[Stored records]
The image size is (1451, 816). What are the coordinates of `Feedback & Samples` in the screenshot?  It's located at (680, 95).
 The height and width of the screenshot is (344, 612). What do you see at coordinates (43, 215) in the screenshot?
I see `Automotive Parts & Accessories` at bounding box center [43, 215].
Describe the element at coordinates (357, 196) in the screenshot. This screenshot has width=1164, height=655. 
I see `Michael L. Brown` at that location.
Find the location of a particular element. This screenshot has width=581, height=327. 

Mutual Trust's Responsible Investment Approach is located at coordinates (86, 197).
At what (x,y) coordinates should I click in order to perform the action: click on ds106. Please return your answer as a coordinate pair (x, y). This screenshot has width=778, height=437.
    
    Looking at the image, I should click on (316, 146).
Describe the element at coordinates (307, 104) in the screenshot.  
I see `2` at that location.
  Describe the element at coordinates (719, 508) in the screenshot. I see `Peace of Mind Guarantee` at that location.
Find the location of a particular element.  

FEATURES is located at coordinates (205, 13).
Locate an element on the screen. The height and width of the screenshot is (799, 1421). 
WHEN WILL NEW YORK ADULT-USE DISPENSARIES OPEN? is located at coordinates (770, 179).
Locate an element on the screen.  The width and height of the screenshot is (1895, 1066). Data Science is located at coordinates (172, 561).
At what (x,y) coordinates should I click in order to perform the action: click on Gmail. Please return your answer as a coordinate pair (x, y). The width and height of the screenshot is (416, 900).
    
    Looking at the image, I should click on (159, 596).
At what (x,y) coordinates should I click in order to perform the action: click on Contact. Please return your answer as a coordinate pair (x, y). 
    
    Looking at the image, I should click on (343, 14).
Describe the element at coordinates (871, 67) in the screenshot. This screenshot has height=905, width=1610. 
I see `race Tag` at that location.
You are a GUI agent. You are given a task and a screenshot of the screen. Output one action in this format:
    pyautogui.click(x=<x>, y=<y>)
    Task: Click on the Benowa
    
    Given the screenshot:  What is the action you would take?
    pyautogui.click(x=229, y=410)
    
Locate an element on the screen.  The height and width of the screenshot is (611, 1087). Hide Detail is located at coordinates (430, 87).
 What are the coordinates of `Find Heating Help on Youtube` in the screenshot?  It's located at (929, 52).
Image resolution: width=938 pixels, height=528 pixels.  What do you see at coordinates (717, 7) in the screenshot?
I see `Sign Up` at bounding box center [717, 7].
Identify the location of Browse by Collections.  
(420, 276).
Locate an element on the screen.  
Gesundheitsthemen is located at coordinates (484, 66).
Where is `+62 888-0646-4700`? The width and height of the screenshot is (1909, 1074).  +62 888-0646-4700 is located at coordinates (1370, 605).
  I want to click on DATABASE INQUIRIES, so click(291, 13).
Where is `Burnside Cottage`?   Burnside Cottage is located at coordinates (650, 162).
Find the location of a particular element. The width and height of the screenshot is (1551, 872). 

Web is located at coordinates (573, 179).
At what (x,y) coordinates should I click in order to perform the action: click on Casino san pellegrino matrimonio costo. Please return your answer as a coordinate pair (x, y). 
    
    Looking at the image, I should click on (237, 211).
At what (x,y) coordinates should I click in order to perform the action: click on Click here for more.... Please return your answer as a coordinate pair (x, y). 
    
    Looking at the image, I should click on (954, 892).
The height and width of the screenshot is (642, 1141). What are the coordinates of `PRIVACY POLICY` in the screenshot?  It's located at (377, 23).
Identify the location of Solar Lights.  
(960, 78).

### [DIRECTIONS]
Transcribe the records above exactly.

### [ANSWER FOR THIS EXERCISE]
The image size is (1451, 816). What are the coordinates of `Feedback & Samples` in the screenshot?  It's located at (680, 95).
 The height and width of the screenshot is (344, 612). What do you see at coordinates (43, 215) in the screenshot?
I see `Automotive Parts & Accessories` at bounding box center [43, 215].
Describe the element at coordinates (357, 196) in the screenshot. This screenshot has width=1164, height=655. 
I see `Michael L. Brown` at that location.
Find the location of a particular element. This screenshot has width=581, height=327. 

Mutual Trust's Responsible Investment Approach is located at coordinates (86, 197).
At what (x,y) coordinates should I click in order to perform the action: click on ds106. Please return your answer as a coordinate pair (x, y). This screenshot has width=778, height=437.
    
    Looking at the image, I should click on (316, 146).
Describe the element at coordinates (307, 104) in the screenshot.  
I see `2` at that location.
  Describe the element at coordinates (719, 508) in the screenshot. I see `Peace of Mind Guarantee` at that location.
Find the location of a particular element.  

FEATURES is located at coordinates (205, 13).
Locate an element on the screen. The height and width of the screenshot is (799, 1421). 
WHEN WILL NEW YORK ADULT-USE DISPENSARIES OPEN? is located at coordinates (770, 179).
Locate an element on the screen.  The width and height of the screenshot is (1895, 1066). Data Science is located at coordinates (172, 561).
At what (x,y) coordinates should I click in order to perform the action: click on Gmail. Please return your answer as a coordinate pair (x, y). The width and height of the screenshot is (416, 900).
    
    Looking at the image, I should click on (159, 596).
At what (x,y) coordinates should I click in order to perform the action: click on Contact. Please return your answer as a coordinate pair (x, y). 
    
    Looking at the image, I should click on (343, 14).
Describe the element at coordinates (871, 67) in the screenshot. This screenshot has height=905, width=1610. 
I see `race Tag` at that location.
You are a GUI agent. You are given a task and a screenshot of the screen. Output one action in this format:
    pyautogui.click(x=<x>, y=<y>)
    Task: Click on the Benowa
    
    Given the screenshot:  What is the action you would take?
    pyautogui.click(x=229, y=410)
    
Locate an element on the screen.  The height and width of the screenshot is (611, 1087). Hide Detail is located at coordinates (430, 87).
 What are the coordinates of `Find Heating Help on Youtube` in the screenshot?  It's located at (929, 52).
Image resolution: width=938 pixels, height=528 pixels.  What do you see at coordinates (717, 7) in the screenshot?
I see `Sign Up` at bounding box center [717, 7].
Identify the location of Browse by Collections.  
(420, 276).
Locate an element on the screen.  
Gesundheitsthemen is located at coordinates (484, 66).
Where is `+62 888-0646-4700`? The width and height of the screenshot is (1909, 1074).  +62 888-0646-4700 is located at coordinates (1370, 605).
  I want to click on DATABASE INQUIRIES, so click(291, 13).
Where is `Burnside Cottage`?   Burnside Cottage is located at coordinates (650, 162).
Find the location of a particular element. The width and height of the screenshot is (1551, 872). 

Web is located at coordinates (573, 179).
At what (x,y) coordinates should I click in order to perform the action: click on Casino san pellegrino matrimonio costo. Please return your answer as a coordinate pair (x, y). 
    
    Looking at the image, I should click on (237, 211).
At what (x,y) coordinates should I click in order to perform the action: click on Click here for more.... Please return your answer as a coordinate pair (x, y). 
    
    Looking at the image, I should click on (954, 892).
The height and width of the screenshot is (642, 1141). What are the coordinates of `PRIVACY POLICY` in the screenshot?  It's located at (377, 23).
Identify the location of Solar Lights.  
(960, 78).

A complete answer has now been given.